When a poet has published twenty-seven collections of her work, won a Pulitzer Prize for Poetry, the National Book Award for Poetry and been awarded three Honorary Doctorates, an extensive introduction with commentary doesn’t seem all that necessary.
MARY OLIVER was born in Maple Heights, Ohio in 1935. She has lived for years in Provincetown, Massachusetts. An avid walker, her daily walks near home provide the imagery that fills her poems. In a rare interview, the poet described walking once in the woods and discovering she had no pen and later hiding pencils in the trees so she would never be stuck again. The three poems below are included in her 1992 collection, New and Selected Poems.
ACID
In Jakarta,
among the vendors
of flowers and soft drinks,
I saw a child
with a hideous mouth,
begging,
and I knew the wound was made
for a way to stay alive.
What I gave him
wouldn't keep a dog alive.
What he gave me
from the brown coin
of his sweating face
was a look of cunning.
I carry it
like a bead of acid
to remember how,
once in a while,
you can creep out of your own life
and become someone else—
an explosion
in that nest of wires
we call the imagination.
I will never see him
again, I suppose.
But what of this rag,
this shadow
flung like a boy’s body
into the walls
of my mind, bleeding
their sour taste—
insult and anger,
the great movers?
THE FISH
The first fish
I ever caught
would not lie down
quiet in the pail
but flailed and sucked
at the burning
amazement of the air
and died
in the slow pouring off
of rainbows. Later
I opened his body and separated
the flesh from the bones
and ate him. Now the sea
is in me: I am the fish, the fish
glitters in me; we are
risen, tangled together, certain to fall
back to the sea. Out of pain,
and pain, and more pain
we feed this feverish plot, we are nourished
by the mystery.
A LETTER FROM HOME
She sends me news of bluejays, frost,
Of stars and now the harvest moon
That rides above the stricken hills.
Lightly, she speaks of cold, of pain,
And lists what is already lost.
Here where my life seems hard and slow,
I read of glowing melons piled
Beside the door, and baskets filled
With fennel, rosemary and dill,
While all she could not gather in
Or hide in leaves, grows black and falls.
Here where my life seems hard and strange,
I read her wild excitement when
Stars climb, frost comes, and bluejays sing.
The broken year will make no change
Upon her wise and whirling heart;—
She knows how people always plan
To live their lives, and never do.
She will not tell me if she cries.
I touch the crosses by her name;
I fold the pages as I rise,
And tip the envelope, from which
Drift scraps of borage, woodbine, rue.
Incredible. Every writer's dream, to walk the seashore or woods and let pristine images invade the mind. Evocative writing is surely one of man's highest achievements; to describe mundane things--bluejays, frost, stars, a harvest moon--and make them universal is heaven on earth.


> [To do]: Return every line from the records below with the string "diagram".

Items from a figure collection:

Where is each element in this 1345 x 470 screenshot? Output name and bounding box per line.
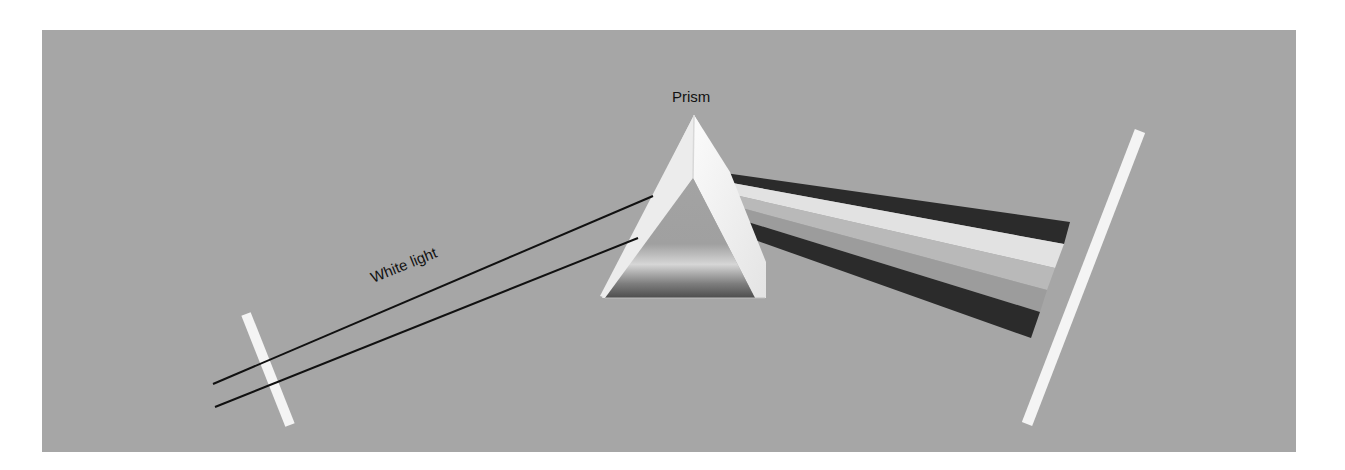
prism bbox=[600, 115, 766, 298]
prism-dispersion-diagram bbox=[0, 0, 1345, 470]
white-light-rays bbox=[213, 196, 653, 407]
entrance-slit bbox=[246, 314, 290, 425]
spectrum-bands bbox=[718, 172, 1070, 338]
prism-label: Prism bbox=[672, 88, 710, 105]
ray-upper bbox=[213, 196, 653, 384]
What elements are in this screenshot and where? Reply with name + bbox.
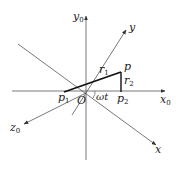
y-label: y (128, 21, 136, 34)
x-axis (18, 44, 156, 145)
angle-arc (93, 91, 95, 98)
y0-label: y0 (72, 10, 84, 24)
r1-label: r1 (99, 63, 109, 77)
coordinate-diagram: y0 y x0 x z0 O p p1 p2 r1 r2 ωt (0, 0, 176, 173)
r2-label: r2 (124, 74, 134, 88)
z0-label: z0 (9, 121, 20, 135)
p2-label: p2 (117, 92, 129, 106)
origin-label: O (77, 94, 86, 107)
x-label: x (155, 143, 162, 156)
x0-label: x0 (160, 93, 171, 107)
p-label: p (124, 60, 131, 73)
p1-label: p1 (58, 91, 70, 105)
segment-r1 (64, 72, 121, 92)
angle-label: ωt (96, 91, 109, 102)
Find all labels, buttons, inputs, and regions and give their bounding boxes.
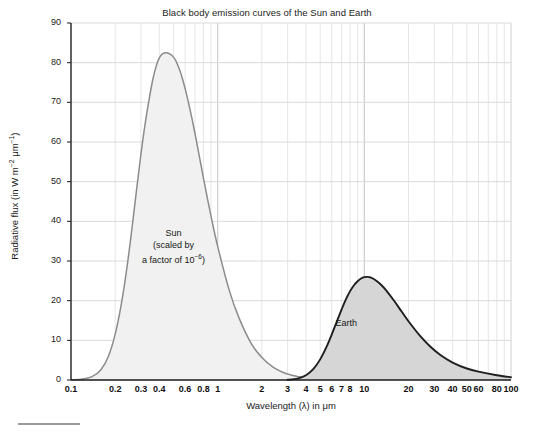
y-tick-label: 10: [27, 334, 61, 344]
x-tick-label: 0.6: [179, 384, 192, 394]
y-tick-label: 60: [27, 136, 61, 146]
x-tick-label: 0.8: [197, 384, 210, 394]
y-tick-label: 90: [27, 17, 61, 27]
y-tick-label: 20: [27, 295, 61, 305]
x-tick-label: 30: [429, 384, 439, 394]
x-tick-label: 50: [462, 384, 472, 394]
x-tick-label: 0.1: [65, 384, 78, 394]
x-tick-label: 1: [215, 384, 220, 394]
x-tick-label: 5: [318, 384, 323, 394]
y-tick-label: 40: [27, 215, 61, 225]
earth-curve-label: Earth: [316, 318, 376, 330]
x-tick-label: 40: [448, 384, 458, 394]
x-tick-label: 6: [329, 384, 334, 394]
x-tick-label: 100: [503, 384, 518, 394]
x-tick-label: 7: [339, 384, 344, 394]
y-tick-label: 30: [27, 255, 61, 265]
x-tick-label: 0.2: [109, 384, 122, 394]
sun-curve-label: Sun(scaled bya factor of 10−6): [114, 228, 234, 267]
y-tick-label: 70: [27, 96, 61, 106]
x-tick-label: 20: [403, 384, 413, 394]
x-tick-label: 0.4: [153, 384, 166, 394]
x-tick-label: 8: [348, 384, 353, 394]
x-tick-label: 4: [303, 384, 308, 394]
x-tick-label: 10: [359, 384, 369, 394]
data-curves: [71, 53, 511, 380]
x-tick-label: 2: [259, 384, 264, 394]
x-tick-label: 0.3: [135, 384, 148, 394]
progress-bar[interactable]: [18, 423, 80, 425]
y-tick-label: 0: [27, 374, 61, 384]
x-tick-label: 80: [492, 384, 502, 394]
y-tick-label: 50: [27, 176, 61, 186]
y-tick-label: 80: [27, 57, 61, 67]
plot-area: [0, 0, 534, 433]
chart-figure: Black body emission curves of the Sun an…: [0, 0, 534, 433]
x-tick-label: 3: [285, 384, 290, 394]
x-tick-label: 60: [473, 384, 483, 394]
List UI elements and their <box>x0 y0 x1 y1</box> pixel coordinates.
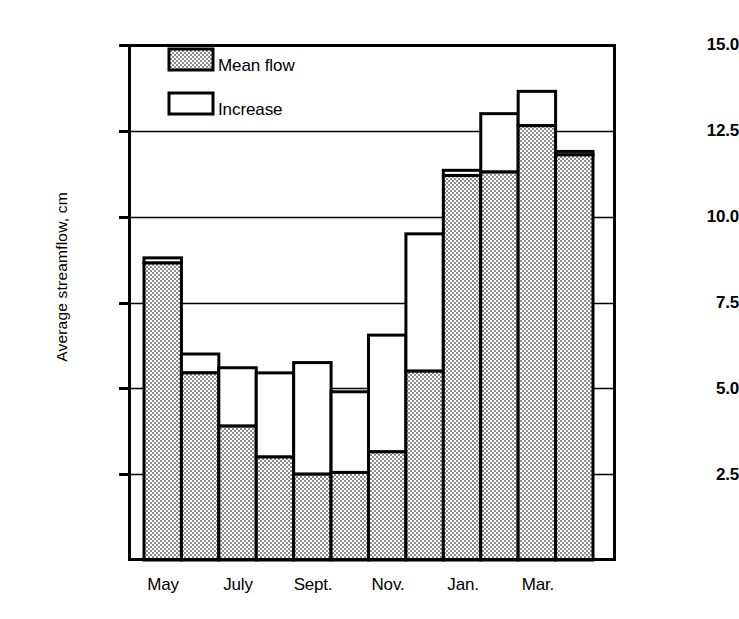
bar-mar <box>518 91 555 560</box>
bar-segment-increase <box>369 335 406 452</box>
bar-apr <box>556 151 593 560</box>
bar-june <box>181 354 218 560</box>
bar-segment-increase <box>331 392 368 473</box>
chart-figure: Average streamflow, cm 15.0 12.5 10.0 7.… <box>0 0 739 619</box>
bar-segment-mean-flow <box>219 426 256 560</box>
bar-nov <box>369 335 406 560</box>
plot-area <box>0 0 739 619</box>
legend-swatch-increase <box>169 93 213 114</box>
bar-segment-increase <box>256 373 293 457</box>
bar-aug <box>256 373 293 560</box>
bar-segment-mean-flow <box>443 175 480 560</box>
bar-segment-mean-flow <box>518 126 555 560</box>
bar-dec <box>406 234 443 560</box>
bar-segment-increase <box>406 234 443 371</box>
bar-segment-increase <box>294 363 331 475</box>
bar-segment-increase <box>518 91 555 125</box>
bar-segment-increase <box>481 114 518 172</box>
bar-segment-mean-flow <box>181 373 218 560</box>
bar-segment-mean-flow <box>369 452 406 560</box>
legend-swatch-mean-flow <box>169 49 213 70</box>
bar-group <box>144 91 593 560</box>
bar-jan <box>443 170 480 560</box>
bar-segment-mean-flow <box>556 155 593 560</box>
bar-sept <box>294 363 331 560</box>
bar-segment-increase <box>181 354 218 373</box>
bar-segment-mean-flow <box>144 263 181 560</box>
bar-segment-mean-flow <box>331 472 368 560</box>
bar-segment-mean-flow <box>406 371 443 560</box>
bar-oct <box>331 392 368 560</box>
bar-july <box>219 368 256 560</box>
bar-feb <box>481 114 518 560</box>
bar-segment-mean-flow <box>256 457 293 560</box>
bar-segment-mean-flow <box>481 172 518 560</box>
bar-may <box>144 258 181 560</box>
bar-segment-mean-flow <box>294 474 331 560</box>
bar-segment-increase <box>219 368 256 426</box>
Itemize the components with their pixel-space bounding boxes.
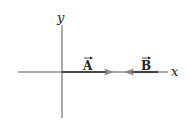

> [Answer for the task]:
prism-dispersion-diagram bbox=[0, 0, 1345, 470]
coordinate-diagram: y0 y x0 x z0 O p p1 p2 r1 r2 ωt (0, 0, 176, 173)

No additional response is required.